I can’t believe a month and more has flown by! I hope this note finds you well. I have been busy creating ads out of bits and pieces of my last music video and I ran some ten day ads on Instagram – twice, TikTok (5 day max.), Twitter, and Pinterest twice. All in all I reached over 88,000 accounts in the past 2 months. My click through rate (CTR) is low. Promoters say you would be doing well with a 5% CTR. Instagram was the only platform I had over 1%. Pinterest, which I had to use a static picture to be able to go to my DistroKid page, showed the ad to over 55,000 accounts. Twitter hit over 12,000 accounts with the majority of them being in Canada. TikTok did over 8,000 accounts, but that audience was young…13-17 (my new followers of the future) and then the 55 and over showed up a bit. I used different footage in the two Instagram ads…the first one attracted slightly more women and the age range was 35-54. The second one attracted far more men with the age range of 18-24. I am fine with the results because I am a rookie and I am building brand awareness (me). Because I did not do any ad campaigns for my first two releases, I’m going to give them a little push as well. I am still trying to get my Facebook Ad account straightened out, since it is disabled and I never set one up. I would like to set up a Facebook Pixel and use Ad Manager. Time will tell…

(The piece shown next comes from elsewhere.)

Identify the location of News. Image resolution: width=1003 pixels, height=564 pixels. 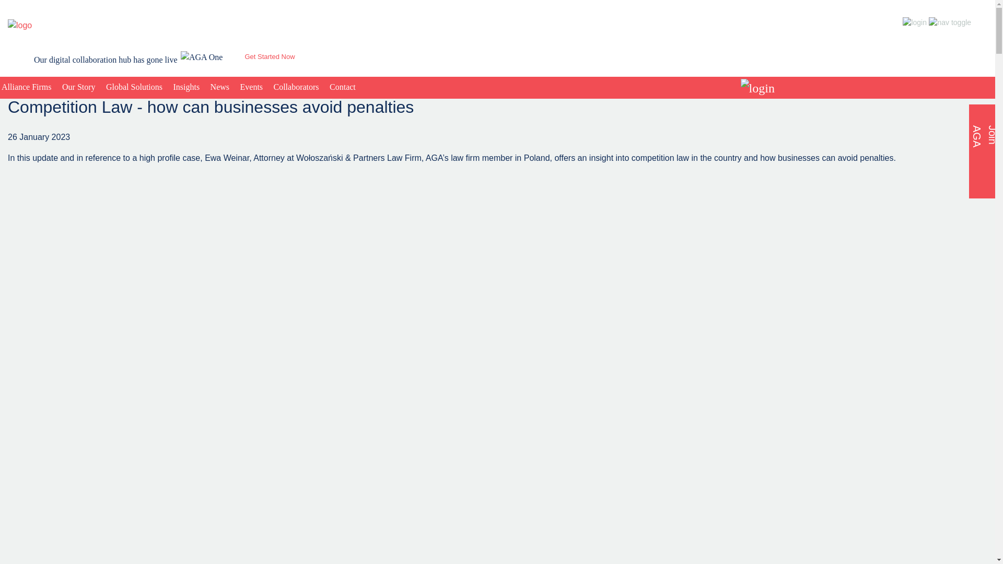
(220, 87).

If you go down this road, you will need to experiment with your ads and what works best for you. Of course, you could hire someone or a promotion company to do that exploration and creation. I am not a marketing expert by any stretch of the imagination, but with willingness, research, and another huge learning curve. I’ll get better.
I also did quite a bit of research on where to try to submit my songs for internet, satellite, and FM radio. I also researched radio promoters as I could be researching stations for years, it seems. The promoter that I wanted to work with (iplugger) didn’t accept my last release. I respect that. The song wasn’t what they were looking for. I don’t really want a company that accepts every song and just sends out an email blast to every contact they have. Because there is no way one song is going to fit the bill for every station. Each station has it’s own character and genre. You don’t send a pop song to a metal station.
So far I have submitted a song or multiple songs to 17 stations. Three of them are playing my songs. One of the bigger things to look for is whether a station is submitting their playlists to the appropriate entities so that you will eventually receive the royalties you are due. Don’t forget to embed the metadata for each song… ISRC, composer, lyricist, ISWC, artist, song title, etc. Two free pieces of software to get that done is ISRC Editor and Kid3 – Audio Tagger. Here are some links that enabled me to get going with the radio station submittals.